Every newspaper feels it must have an astrology column, and even in the Carleton University bookstore this morning, I found books on astrology for sale.
Every morning when I pick up the newspaper and read about an earthquake in Japan or problems in European financial institutions, the first question I ask our staff is 'What is money-market-fund exposure?'
A city with one newspaper, or with a morning and an evening paper under one ownership, is like a man with one eye, and often the eye is glass.
A good reader or viewer is a person who is alert about her newspaper or news channel. A good reader or viewer will never waste her hard-earned money in watching or reading just anything. She is serious. She will have to think if the news she is consuming is journalism or sycophancy.
I think I was 9, and my mom ordered them for me from a catalogue. They bred like crazy, and I was selling gerbils all around Michigan. They wrote a story about me in the local newspaper.
Before marriage, a man declares that he would lay down his life to serve you; after marriage, he won't even lay down his newspaper to talk to you.
If I get married, I think I'd pick out a newspaperman rather than a millionaire. A newspaperman is a regular fellow.
A duped newspaper or magazine could contend that a fiction-spouting journalist obtained part of his salary via fraud, and use a criminal proceeding to try and recoup that money. Given the profession's notoriously low wages, however, it's probably not worth the publicity headache and legal fees. No news organization has ever pursued such a case.

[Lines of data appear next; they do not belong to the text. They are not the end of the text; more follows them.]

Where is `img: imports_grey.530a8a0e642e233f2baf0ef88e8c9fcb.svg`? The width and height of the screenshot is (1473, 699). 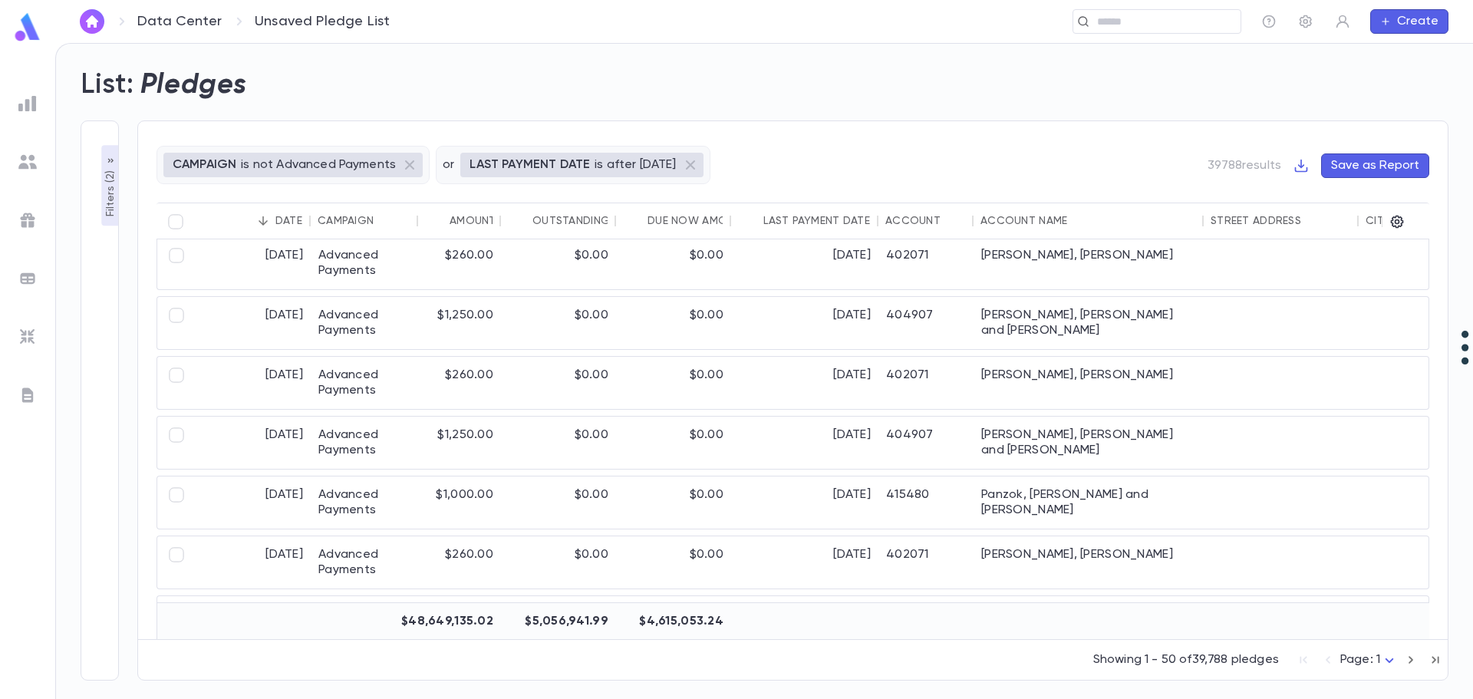 img: imports_grey.530a8a0e642e233f2baf0ef88e8c9fcb.svg is located at coordinates (28, 337).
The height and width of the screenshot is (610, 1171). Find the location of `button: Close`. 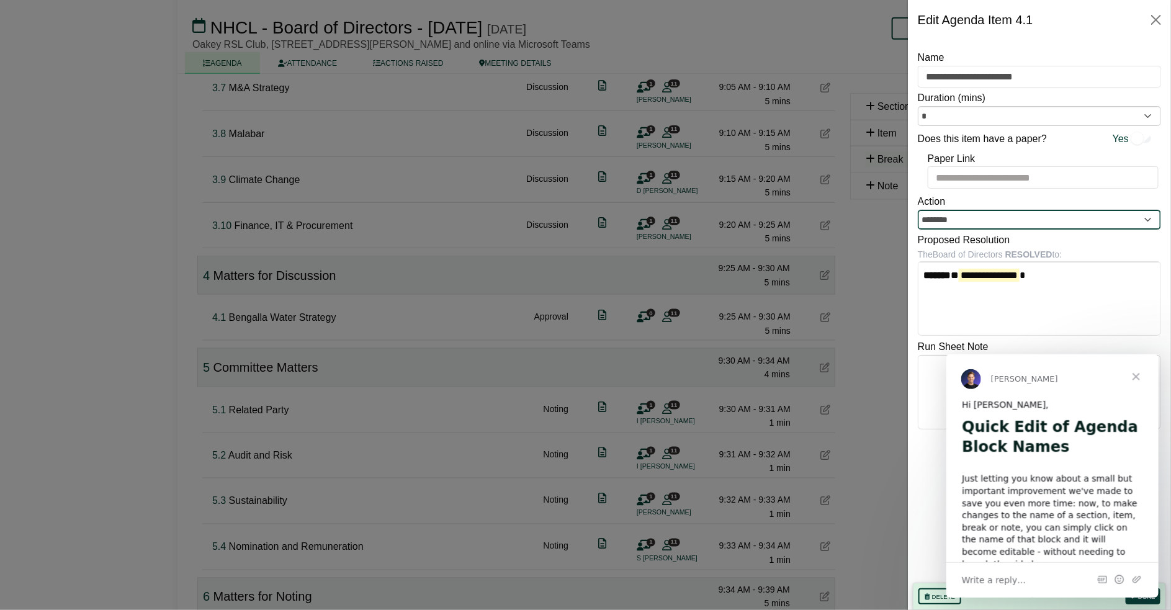

button: Close is located at coordinates (1156, 20).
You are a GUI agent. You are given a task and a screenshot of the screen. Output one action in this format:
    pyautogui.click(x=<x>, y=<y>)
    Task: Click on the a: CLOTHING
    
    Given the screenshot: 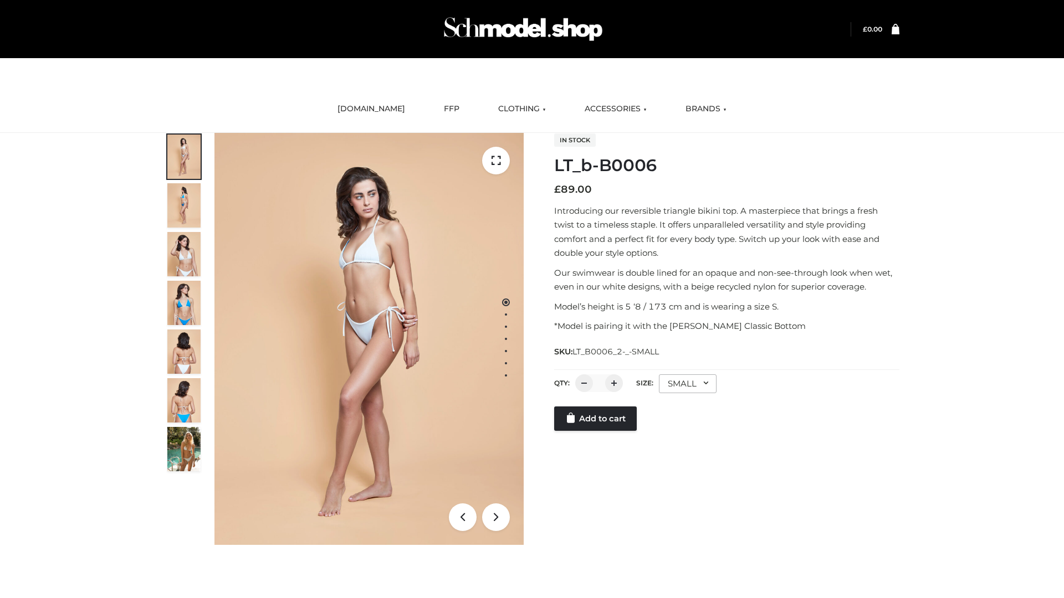 What is the action you would take?
    pyautogui.click(x=522, y=109)
    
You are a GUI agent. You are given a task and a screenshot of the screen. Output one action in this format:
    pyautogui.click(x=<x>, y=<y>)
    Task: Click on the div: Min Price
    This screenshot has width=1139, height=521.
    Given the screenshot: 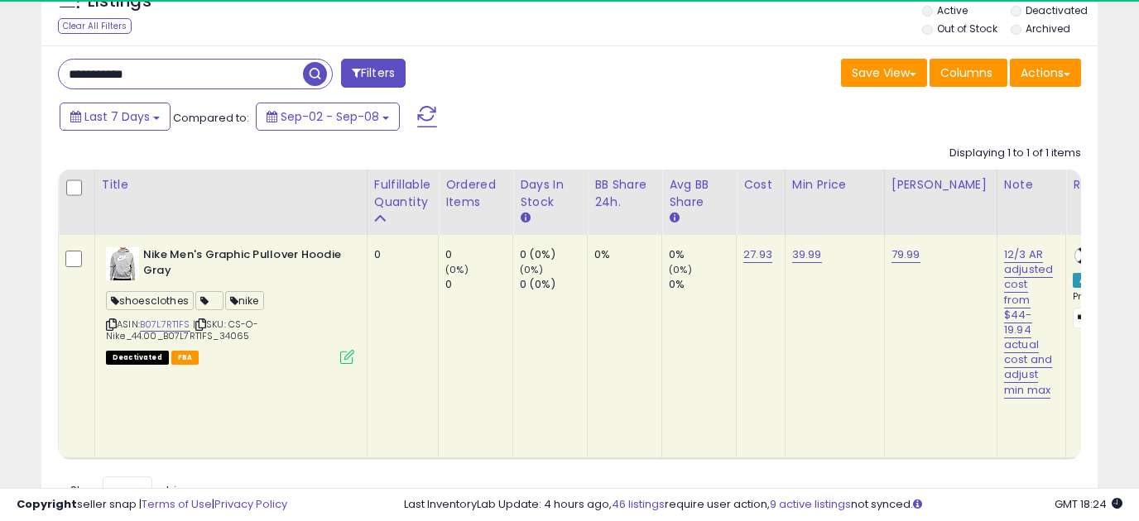 What is the action you would take?
    pyautogui.click(x=834, y=185)
    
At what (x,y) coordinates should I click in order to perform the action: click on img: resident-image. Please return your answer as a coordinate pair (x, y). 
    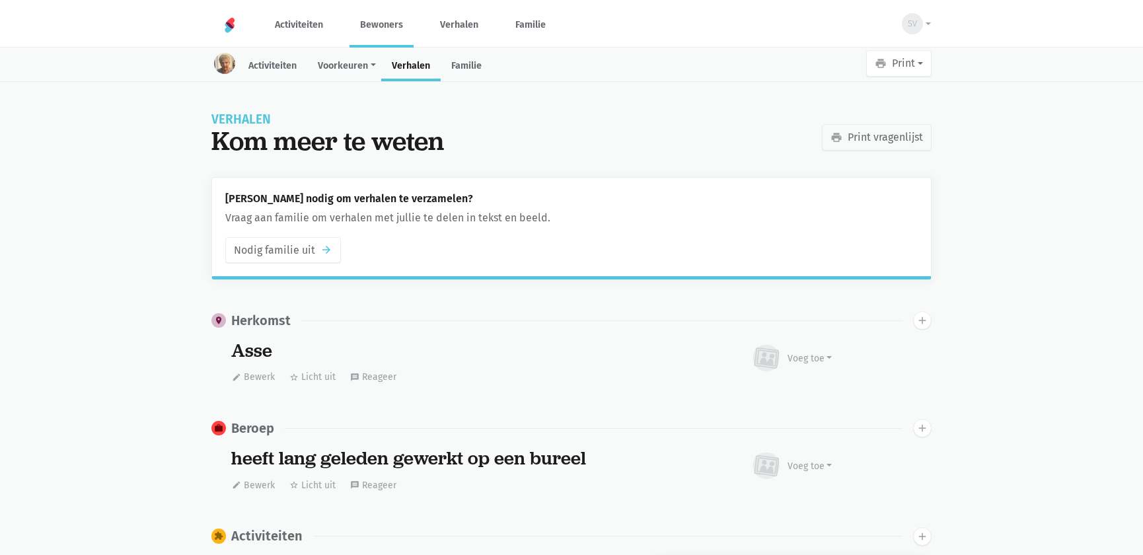
    Looking at the image, I should click on (225, 63).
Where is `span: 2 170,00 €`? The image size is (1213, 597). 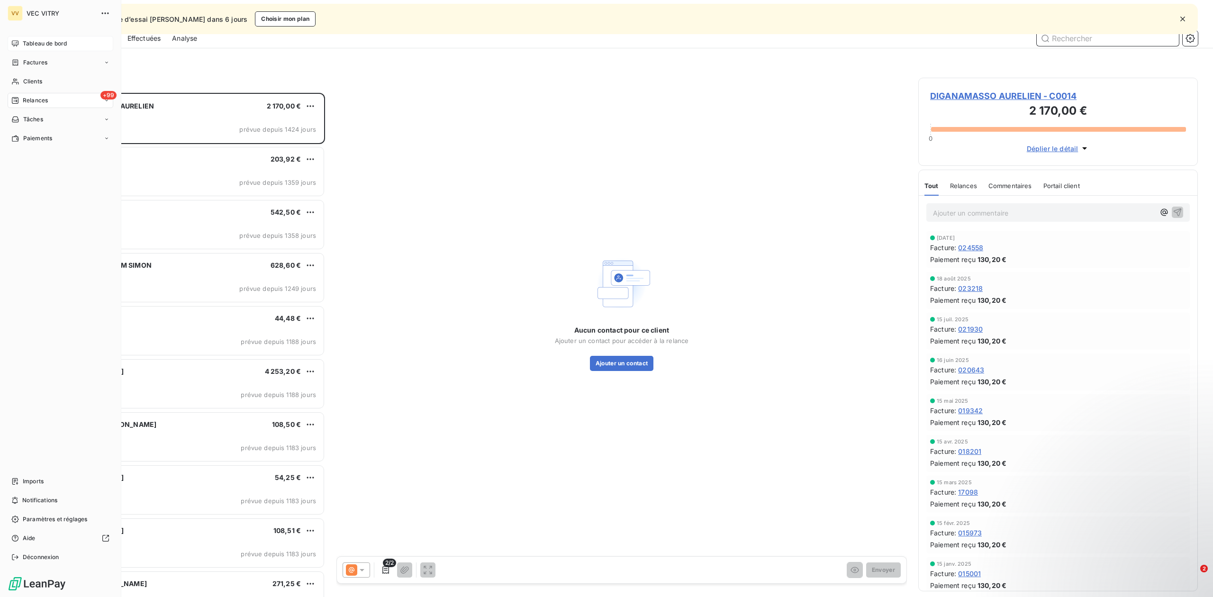
span: 2 170,00 € is located at coordinates (284, 106).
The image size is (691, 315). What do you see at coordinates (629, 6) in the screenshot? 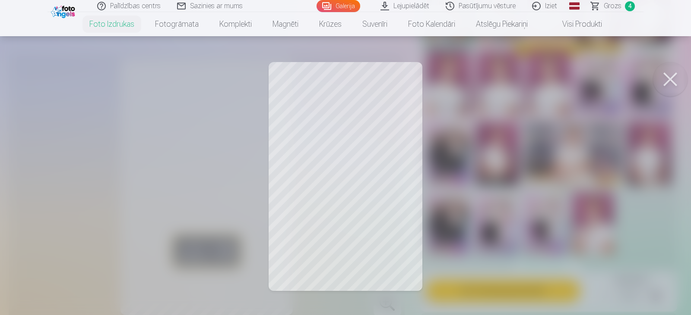
I see `span: 4` at bounding box center [629, 6].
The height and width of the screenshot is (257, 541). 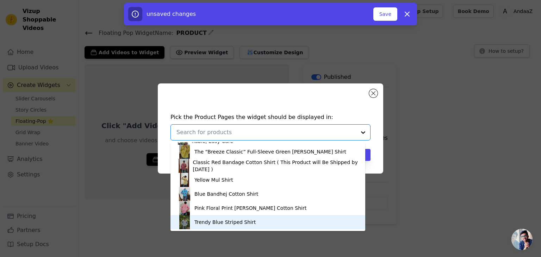 What do you see at coordinates (271, 117) in the screenshot?
I see `h4: Pick the Product Pages the widget should be displayed in:` at bounding box center [271, 117].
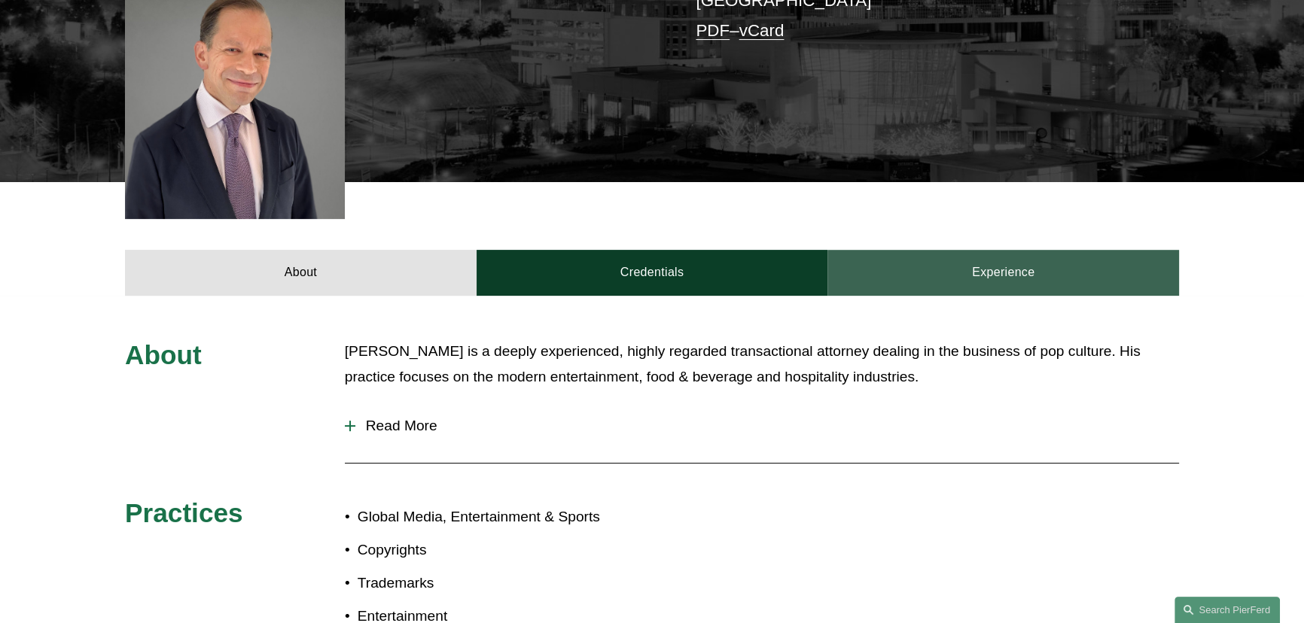  Describe the element at coordinates (762, 30) in the screenshot. I see `a: vCard` at that location.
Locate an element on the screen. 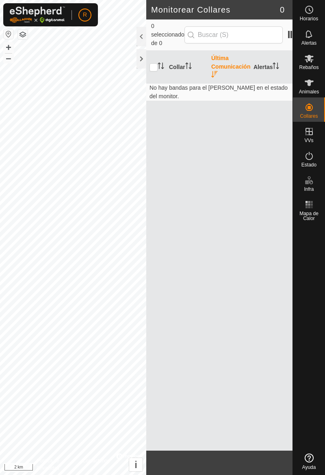 Image resolution: width=325 pixels, height=475 pixels. span: Ayuda is located at coordinates (309, 467).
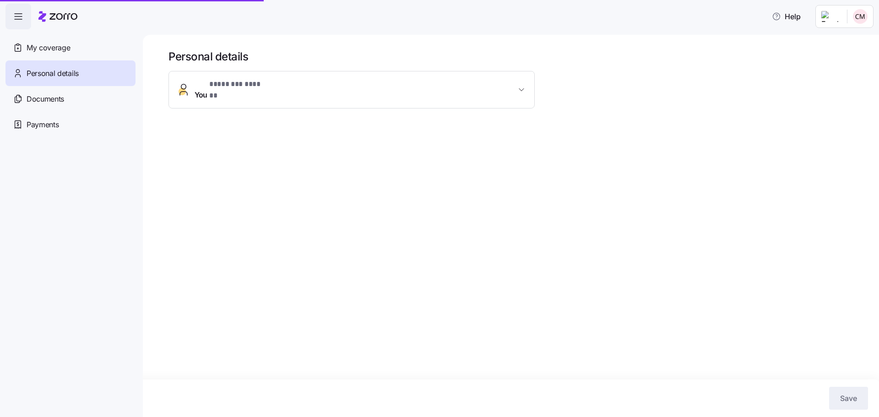 This screenshot has height=417, width=879. What do you see at coordinates (861, 16) in the screenshot?
I see `img: cc899e3be750a153bcd5fab0f656af41` at bounding box center [861, 16].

All the legal action I've taken against newspapers has had a massively positive effect on my life and achieved exactly what I wanted, which is privacy and non-harassment.
The advertisements in a newspaper are more full knowledge in respect to what is going on in a state or community than the editorial columns are.
If a newspaper is to be of real service to the public, it must have a big circulation: first, because its news and its comments must reach the largest possible number of people; second, because circulation means advertising, and advertising means money, and money means independence.
Three centuries after the appearance of Franklin's 'Courant', it no longer requires a dystopic imagination to wonder who will have the dubious distinction of publishing America's last genuine newspaper. Few believe that newspapers in their current printed form will survive.
Suddenly the whole imagination of writing and editorial and newspaper and all these presumptions about who am I reading this, and who else other people may be, and all that, it's so grimly brutal!
I find my characters and stories in many varied places; sometimes they pop out of newspaper articles, obscure historical texts, lively dinner party conversations and some even crawl out of the dusty remote recesses of my imagination.
Newspaper people, once celebrated as founts of ribald humor and uncouth fun, have of late lost all their gaiety, and small wonder.
I am a candid interview and I have a dark and dry sense of humor - a very Canadian sense of humor and I am only learning now stupidly that you can't read tongue. When I say something funny in a newspaper and I meant it to be funny, it doesn't read that way.
Working on newspapers, you're writing to a certain length, often very brief pieces; you tend to look for easy forms of humor - women can't drive, things like that. That's about the level of a lot of newspaper humor. It becomes a form of laziness.
What a newspaper needs in its news, in its headlines, and on its editorial page is terseness, humor, descriptive power, satire, originality, good literary style, clever condensation, and accuracy, accuracy, accuracy!
Fifty percent of people won't vote, and fifty percent don't read newspapers. I hope it's the same fifty percent.
When I used to return in the early morning after late-night programmes, the first people I see on the roads at the break of dawn are sweepers, newspaper vendors and milkmen. Since they were all from my hometown, I would stop to talk to them before going home. So I am quite used to their lifestyle and work.
In romance, we feel the need to zoom in and expound on our partner's foibles in intimate detail; in friendship, we tend to do the opposite, avoiding confrontation through fear, lethargy or both.